Friday, 30 August 2024

Poker Face

Joshua Foer was a well-connected 20-something science journalist who went, almost for a jape, to cover the annual Mr Memory Competition. Being there and talking to the punters, he figured I could be a contender. His book Moonwalking with Einstein: The Art and Science of Remembering Everything is the tale of his year of learning how memory could be trained sufficiently to win the competition the following year. I'm quite good at rote-learning: it's been key to such academic success as I've had. But I really couldn't be arsed to do memory well: to put in hundreds of hours training to be better the best in class (my ambition genes were shot off in the war).

My pal P sent me a book where Maria Konnikova appeared to go all me-too on "knock off some arcane skill in one year and write a book about the journey". The pic gives a clue as to the challenge documented in The Biggest Bluff her 2020 book about the world of million dollar poker. The subtitle How I Learned to Pay Attention, Master Myself, and Win is a masterpiece in the made-for-the-chatterati trips-off-the-tongue triples genre: Eat Pray Love -- Heat Braise Shanks etc.). It is interesting to read because Konnikova is sufficiently self-aware to a) be good at poker b) be skeptical about what she experiences on her journey. But it is not a text-book about how to Win Big at Vegas. Not least because a rather large variety of types have mastered the craft; and you have to play to your strengths, not Konnikova's. Your strengths . . . and a little bit more!

One of her informants seems to have mastered a form [qigong + mindfulness] of non-attachment "If you can meet with Triumph and Disaster / And treat those two impostors just the same" where winning and losing chunks of money on the turn of cards are seen as equal in the eyes of an implacable universe. Less woo-woo winners recognise the value of losing . . . as a learning experience. It's all about recognising that, although bad turns, bad luck, bad cards will do you in the eye sometimes; good players can turn crap cards into a Win because they are paying attention: it's not about card counting in poker; it's not even about 'tells'; it's paying attention to the way your opponents have behaved in the past (couple of hours often) and perking up at anomalous (in)actions.  NB: really top players have the ability and inclination to turn this attention scrutiny on themselves. 

Typical players, au contraire, get fixated about what has worked in the past, in similar circumstances. As current information blizzards down on them across the table and from the cards, only confirmation bias kicks in - making them more certain that what has worked will work. Bzzzt! wrong.

Konnikova didn't make the goal she set herself to achieve in one year from a "what's a full house?" start. But she did get in a lot of travel (Vegas, yes, but also Dublin, Barcelona, Monte Carlo and Macau) and win some $000 pots along the way. Wikipedia says she's a Poker Pro now. Good on her for facing down loadsa wannabe-alpha trash-talking males in the process . . . and cleaning them out. Still 97% of top level poker players are men: there's no physical reason why this should be.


What you need to do: Exactly reproduce the line containing "Enumerate the UI" and all later lines to the end of the entries, leaving the pictures out of your copy.

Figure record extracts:
# # # #
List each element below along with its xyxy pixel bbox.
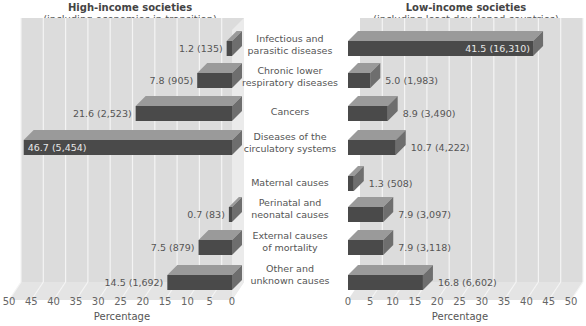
right-bar-top bbox=[348, 130, 406, 140]
left-bar-top bbox=[167, 265, 242, 275]
right-bar-top bbox=[348, 31, 543, 41]
category-label-line: neonatal causes bbox=[238, 209, 342, 221]
right-bar-value: 41.5 (16,310) bbox=[465, 43, 530, 54]
left-axis-tick: 35 bbox=[70, 296, 83, 307]
left-axis-tick: 15 bbox=[159, 296, 172, 307]
category-label: Infectious andparasitic diseases bbox=[238, 33, 342, 57]
right-axis-tick: 0 bbox=[345, 296, 351, 307]
left-bar bbox=[167, 275, 232, 290]
category-label-line: Chronic lower bbox=[238, 65, 342, 77]
left-axis-tick: 50 bbox=[3, 296, 16, 307]
category-label-line: Maternal causes bbox=[238, 177, 342, 189]
right-axis-tick: 35 bbox=[498, 296, 511, 307]
right-bar bbox=[348, 73, 370, 88]
left-axis-tick: 45 bbox=[25, 296, 38, 307]
right-axis-tick: 25 bbox=[453, 296, 466, 307]
category-label-line: Cancers bbox=[238, 106, 342, 118]
right-axis-tick: 50 bbox=[565, 296, 578, 307]
left-axis-tick: 0 bbox=[229, 296, 235, 307]
right-bar-value: 1.3 (508) bbox=[369, 178, 413, 189]
category-label-line: unknown causes bbox=[238, 275, 342, 287]
right-axis-tick: 30 bbox=[475, 296, 488, 307]
left-axis-label: Percentage bbox=[72, 311, 172, 322]
right-axis-tick: 10 bbox=[386, 296, 399, 307]
right-bar-value: 7.9 (3,118) bbox=[398, 242, 451, 253]
left-axis-tick: 25 bbox=[114, 296, 127, 307]
right-axis-tick: 45 bbox=[542, 296, 555, 307]
left-bar bbox=[197, 73, 232, 88]
category-label-line: Other and bbox=[238, 263, 342, 275]
category-label-line: circulatory systems bbox=[238, 143, 342, 155]
category-label: Perinatal andneonatal causes bbox=[238, 197, 342, 221]
left-bar-value: 7.8 (905) bbox=[150, 75, 194, 86]
left-bar-value: 0.7 (83) bbox=[187, 209, 225, 220]
category-label-line: parasitic diseases bbox=[238, 45, 342, 57]
left-bar bbox=[229, 207, 232, 222]
category-label: Maternal causes bbox=[238, 177, 342, 189]
right-bar bbox=[348, 176, 354, 191]
right-axis-tick: 5 bbox=[367, 296, 373, 307]
right-bar bbox=[348, 240, 383, 255]
category-label: Chronic lowerrespiratory diseases bbox=[238, 65, 342, 89]
right-bar-value: 5.0 (1,983) bbox=[385, 75, 438, 86]
right-axis-tick: 15 bbox=[409, 296, 422, 307]
category-label: Other andunknown causes bbox=[238, 263, 342, 287]
left-bar-value: 14.5 (1,692) bbox=[105, 277, 164, 288]
category-label: Diseases of thecirculatory systems bbox=[238, 131, 342, 155]
right-bar-top bbox=[348, 265, 433, 275]
left-bar-top bbox=[136, 96, 242, 106]
right-axis-tick: 20 bbox=[431, 296, 444, 307]
left-bar bbox=[199, 240, 232, 255]
right-bar bbox=[348, 106, 388, 121]
right-axis-tick: 40 bbox=[520, 296, 533, 307]
right-bar-value: 8.9 (3,490) bbox=[403, 108, 456, 119]
right-bar-value: 16.8 (6,602) bbox=[438, 277, 497, 288]
right-bar bbox=[348, 275, 423, 290]
left-side-wall bbox=[232, 18, 244, 300]
left-bar-value: 1.2 (135) bbox=[179, 43, 223, 54]
category-label-line: Diseases of the bbox=[238, 131, 342, 143]
category-label-line: Infectious and bbox=[238, 33, 342, 45]
left-bar bbox=[227, 41, 232, 56]
category-label-line: Perinatal and bbox=[238, 197, 342, 209]
right-bar-value: 7.9 (3,097) bbox=[398, 209, 451, 220]
left-bar-value: 7.5 (879) bbox=[151, 242, 195, 253]
right-bar-value: 10.7 (4,222) bbox=[411, 142, 470, 153]
right-bar bbox=[348, 140, 396, 155]
left-axis-tick: 5 bbox=[207, 296, 213, 307]
left-bar-top bbox=[24, 130, 242, 140]
category-label: External causesof mortality bbox=[238, 230, 342, 254]
category-label: Cancers bbox=[238, 106, 342, 118]
right-axis-label: Percentage bbox=[410, 311, 510, 322]
left-bar-value: 21.6 (2,523) bbox=[73, 108, 132, 119]
left-axis-tick: 20 bbox=[136, 296, 149, 307]
category-label-line: respiratory diseases bbox=[238, 77, 342, 89]
left-bar bbox=[136, 106, 232, 121]
category-label-line: External causes bbox=[238, 230, 342, 242]
left-axis-tick: 10 bbox=[181, 296, 194, 307]
category-label-line: of mortality bbox=[238, 242, 342, 254]
right-bar bbox=[348, 207, 383, 222]
left-axis-tick: 30 bbox=[92, 296, 105, 307]
left-bar-value: 46.7 (5,454) bbox=[28, 142, 87, 153]
left-axis-tick: 40 bbox=[47, 296, 60, 307]
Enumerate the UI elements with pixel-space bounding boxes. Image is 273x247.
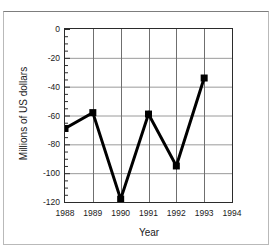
data-point-marker: [201, 75, 208, 82]
x-tick-label: 1994: [212, 208, 252, 218]
data-line: [65, 78, 204, 199]
y-tick-label: -20: [26, 53, 60, 63]
y-tick-label: 0: [26, 24, 60, 34]
data-point-marker: [173, 162, 180, 169]
y-tick-label: -40: [26, 82, 60, 92]
y-tick-label: -120: [26, 197, 60, 207]
data-point-marker: [65, 125, 69, 132]
y-axis-minor-ticks: [65, 30, 70, 203]
y-tick-label: -80: [26, 139, 60, 149]
plot-area: [64, 28, 233, 203]
data-point-marker: [117, 196, 124, 202]
plot-svg: [65, 29, 232, 202]
x-axis-title: Year: [64, 227, 234, 238]
y-tick-label: -100: [26, 168, 60, 178]
data-point-marker: [145, 111, 152, 118]
x-axis-tick-labels: 1988 1989 1990 1991 1992 1993 1994: [64, 208, 233, 222]
chart-figure: Millions of US dollars 0 -20 -40 -60 -80…: [0, 0, 273, 247]
y-axis-tick-labels: 0 -20 -40 -60 -80 -100 -120: [24, 28, 60, 203]
data-point-marker: [89, 109, 96, 116]
y-tick-label: -60: [26, 111, 60, 121]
# # # #
Solved problem:
Enumerate the UI elements with pixel-space bounding boxes. Image is 273x247.
data-point-marker: [201, 75, 208, 82]
x-tick-label: 1994: [212, 208, 252, 218]
data-line: [65, 78, 204, 199]
y-tick-label: -20: [26, 53, 60, 63]
y-tick-label: 0: [26, 24, 60, 34]
data-point-marker: [173, 162, 180, 169]
y-tick-label: -40: [26, 82, 60, 92]
y-tick-label: -120: [26, 197, 60, 207]
data-point-marker: [65, 125, 69, 132]
y-axis-minor-ticks: [65, 30, 70, 203]
y-tick-label: -80: [26, 139, 60, 149]
plot-area: [64, 28, 233, 203]
data-point-marker: [117, 196, 124, 202]
plot-svg: [65, 29, 232, 202]
x-axis-title: Year: [64, 227, 234, 238]
y-tick-label: -100: [26, 168, 60, 178]
data-point-marker: [145, 111, 152, 118]
x-axis-tick-labels: 1988 1989 1990 1991 1992 1993 1994: [64, 208, 233, 222]
chart-figure: Millions of US dollars 0 -20 -40 -60 -80…: [0, 0, 273, 247]
y-axis-tick-labels: 0 -20 -40 -60 -80 -100 -120: [24, 28, 60, 203]
data-point-marker: [89, 109, 96, 116]
y-tick-label: -60: [26, 111, 60, 121]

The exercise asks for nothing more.